**Work task**
Your copy should hold only the lines from the one containing "Find the location" through the final line of the entries, exactly as written, with no pictures.

#### Record excerpts

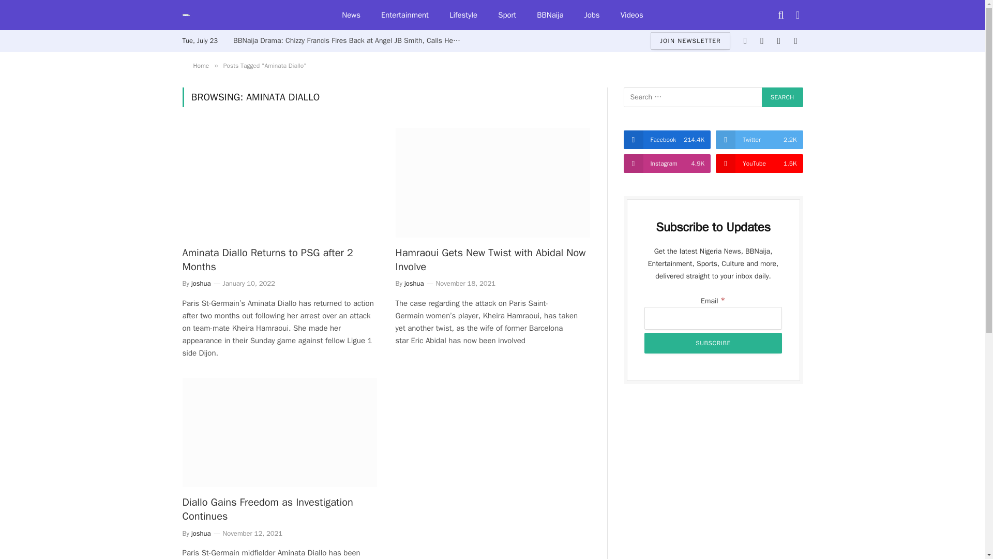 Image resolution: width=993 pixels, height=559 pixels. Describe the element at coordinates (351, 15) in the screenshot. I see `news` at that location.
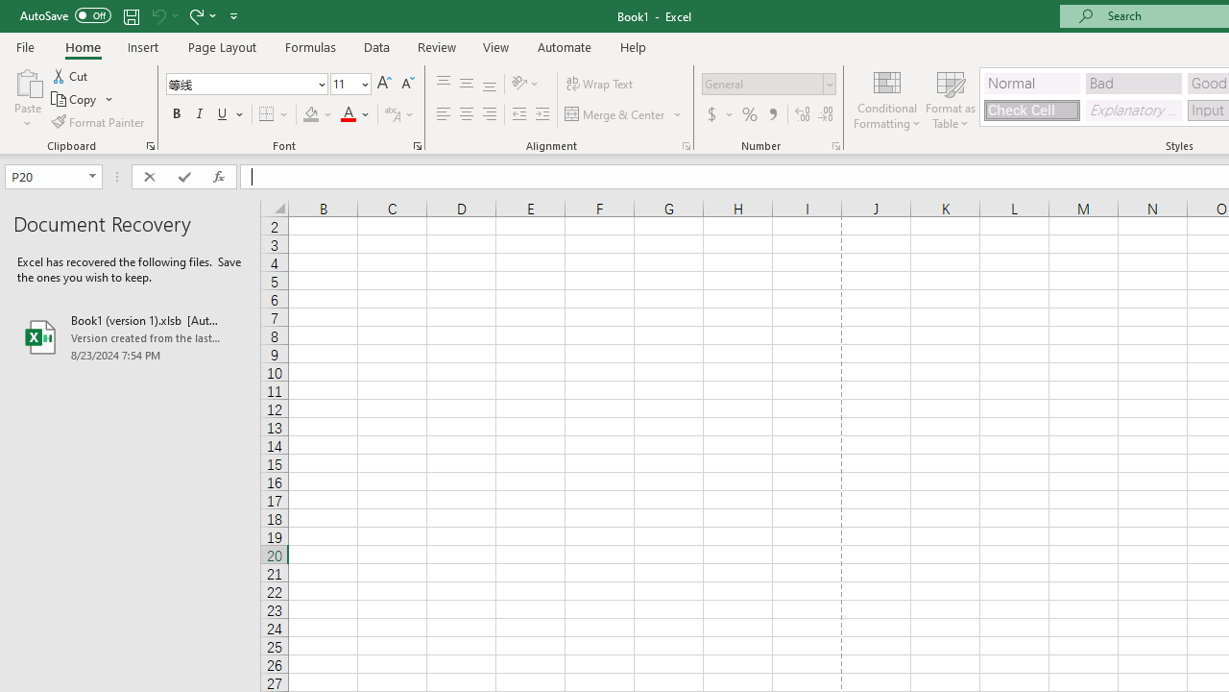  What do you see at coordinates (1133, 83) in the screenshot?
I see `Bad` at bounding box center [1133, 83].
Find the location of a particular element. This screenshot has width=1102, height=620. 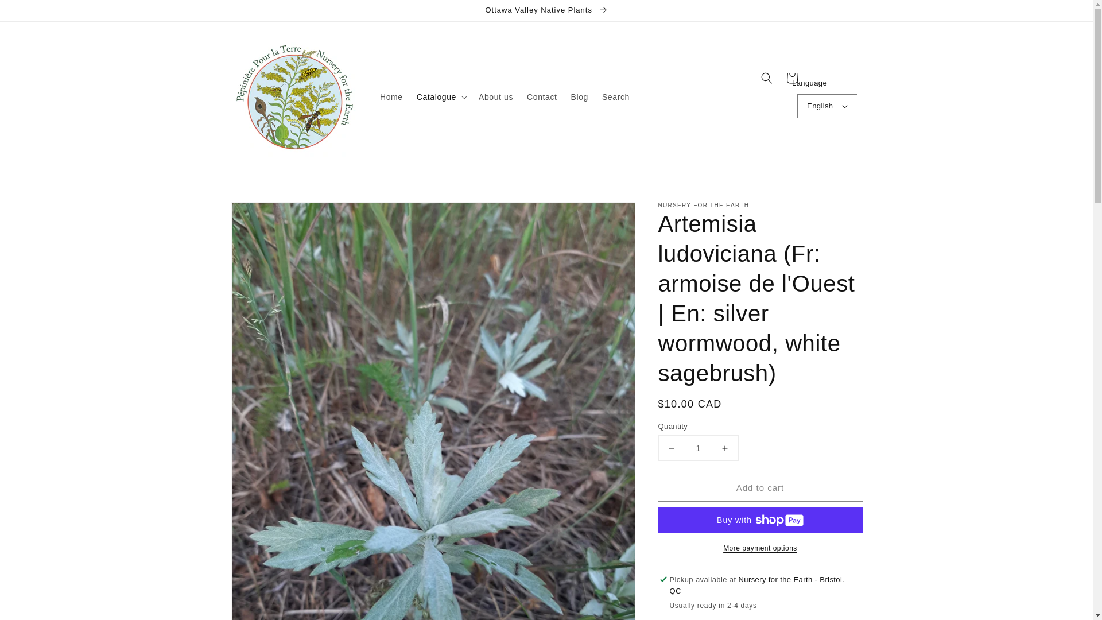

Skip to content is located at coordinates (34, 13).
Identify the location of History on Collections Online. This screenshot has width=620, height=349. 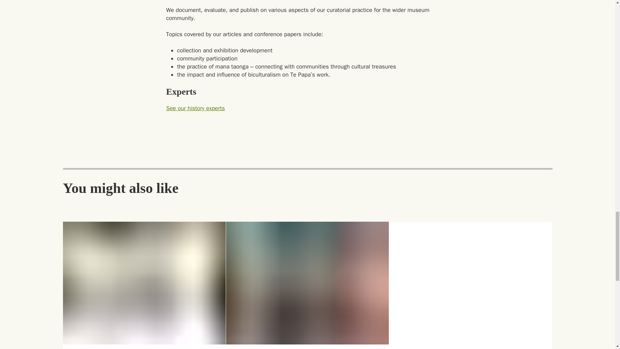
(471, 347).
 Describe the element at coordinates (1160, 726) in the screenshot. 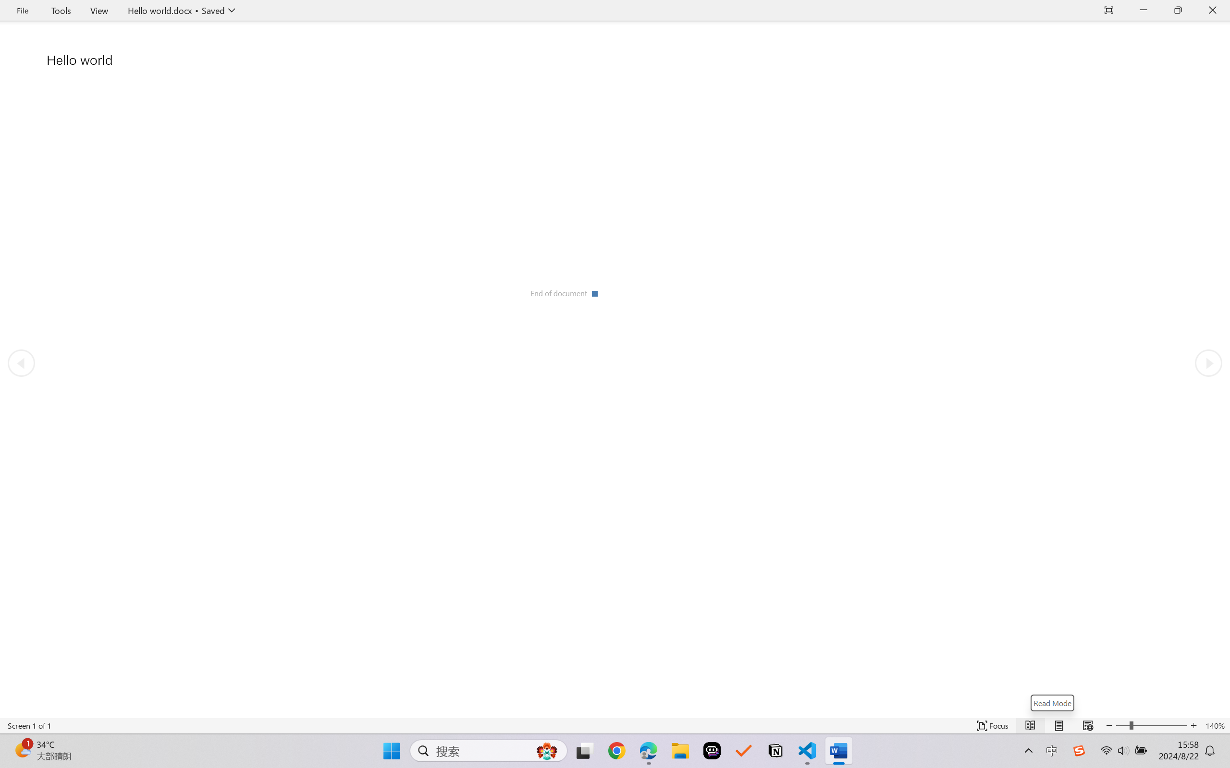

########

**Result of the exercise**
Find the location of a particular element. This screenshot has width=1102, height=620. 

Skip to content is located at coordinates (34, 13).
Identify the location of History on Collections Online. This screenshot has width=620, height=349. 
(471, 347).
 Describe the element at coordinates (1160, 726) in the screenshot. 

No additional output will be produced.